When not on stage, I am actively involved in community outreach programs and arts education programs that inspire dancers of colour and youth of African-Canadian descent to realize their potential goals through the arts. I wish to utilize my creative voice to promote and communicate dance and art - not only through theatres, but across arts-run centres and recreational hubs. Mafa Dance Village has done this in collaboration with ArtStart and Dance Immersion.

I hope to foster reciprocal partnerships and exchanges of diverse dance forms that highlight the African-Canadian contemporary practice of today. I want to do this using open gestures of trust and artistic excellence that will continue to develop African-Canadian contemporary dance in Canada and abroad. 

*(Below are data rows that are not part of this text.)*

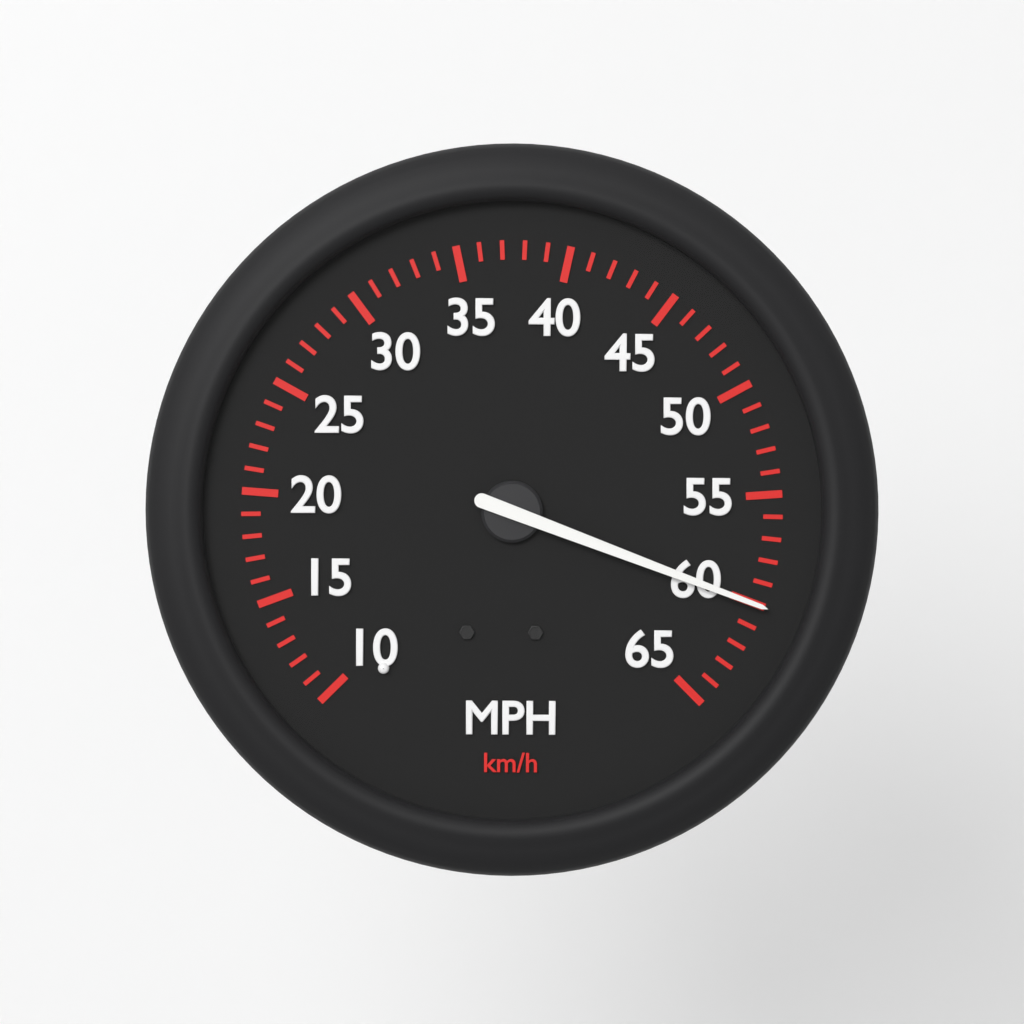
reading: 60 mph
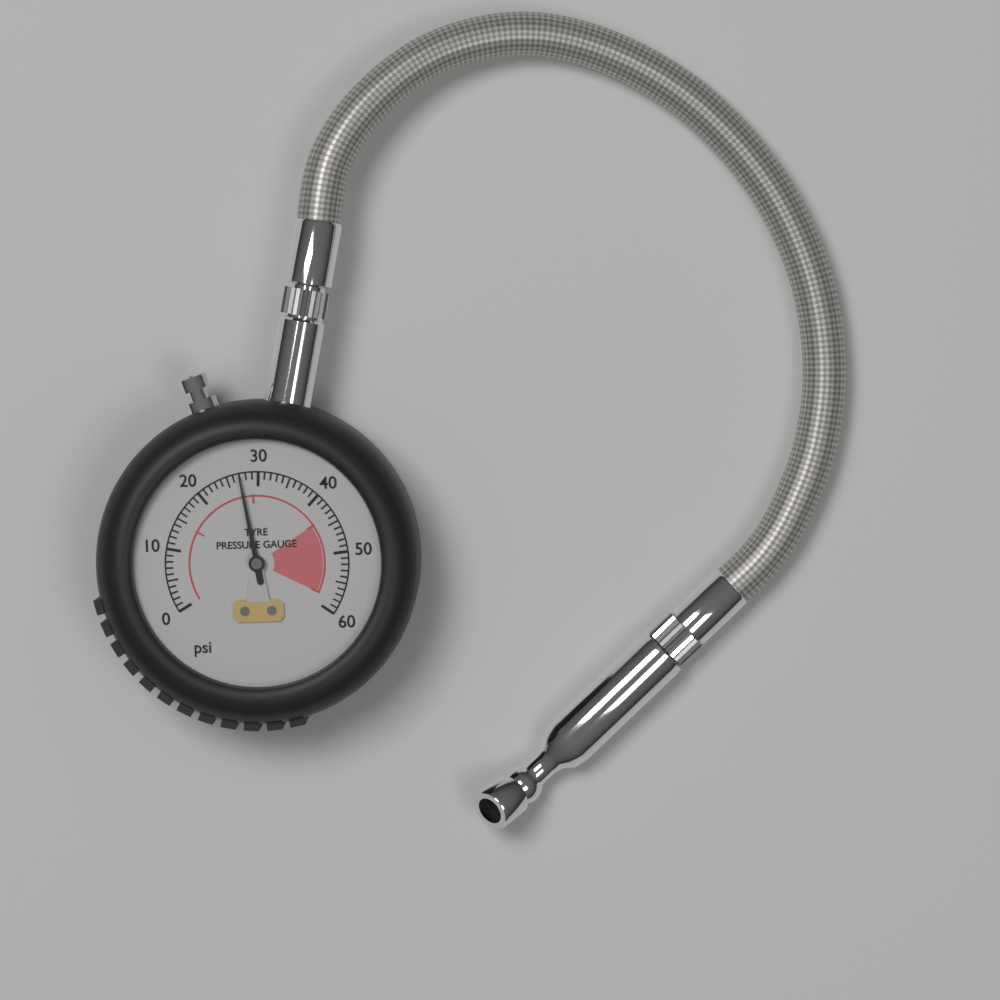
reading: 27 psi
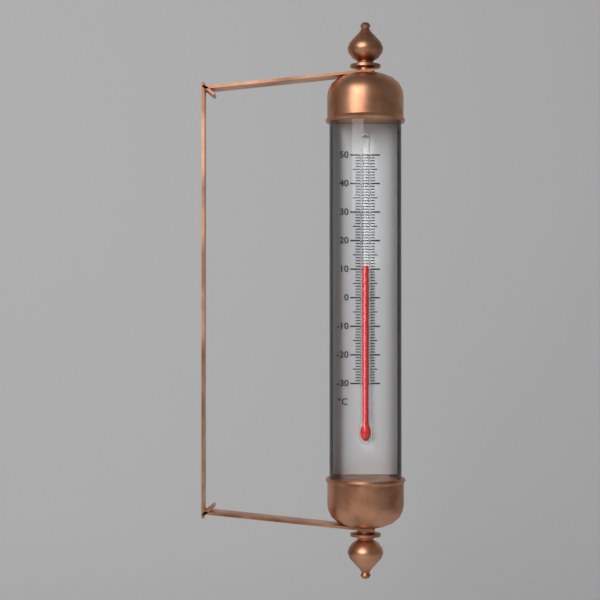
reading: 11 °C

My currently choreographic journey:

Lentswe la Setjhaba “Voice of the Nation” a 40 minutes (of 67 minutes) multi-disciplinary choreography that hybrids the Africa tradition aesthetic with African contemporary, specifically the urban dance form Panstula, Afro-House, African Traditional dance and Gumboots in relation to the rhythm of our everyday life memories. “What counts in life is not the mere fact that we have lived. It is what difference we have made to the lives of others that will determine the significance of the life we lead,” by Nelson Mandela. The work is inspired by the legacy of Nelson Mandela - the idea of “Rainbow Nation”, his passion to move forward from the past to the future with one nation. He invested 67 years of his life advocating for human rights and equality for the future of the South African nation and the World.

Selected highlights of my of practice:

Through my practice, highlights include several Dance Immersion Show Cases, the Ontario Dance Weekend, the International Association of Blacks in Dance (IABD), the Body Percussion Festival, the Contemporaneity Series 1.0, and the TEADE-2019 8th Edition International Summer Dance Intensive in Cuba. I also participated in the Choreographers Lab program at Jacob’s Pillow in Massachusetts, the American Dance Festival, and the Six Weeks Dance program in Durham, North Carolina. I have also acted as a juror for the Ontario Arts Council, the Toronto Arts Foundation, and the Toronto Arts Council, with the goal of providing a safe space for contemporary dancers with Non-Western training and dancers of colour to voice their concerns.

Most recently, I was fortunate enough to be one of the winners of the 2019-2020 Ontario-Quebec Coaching for Dance Artists project.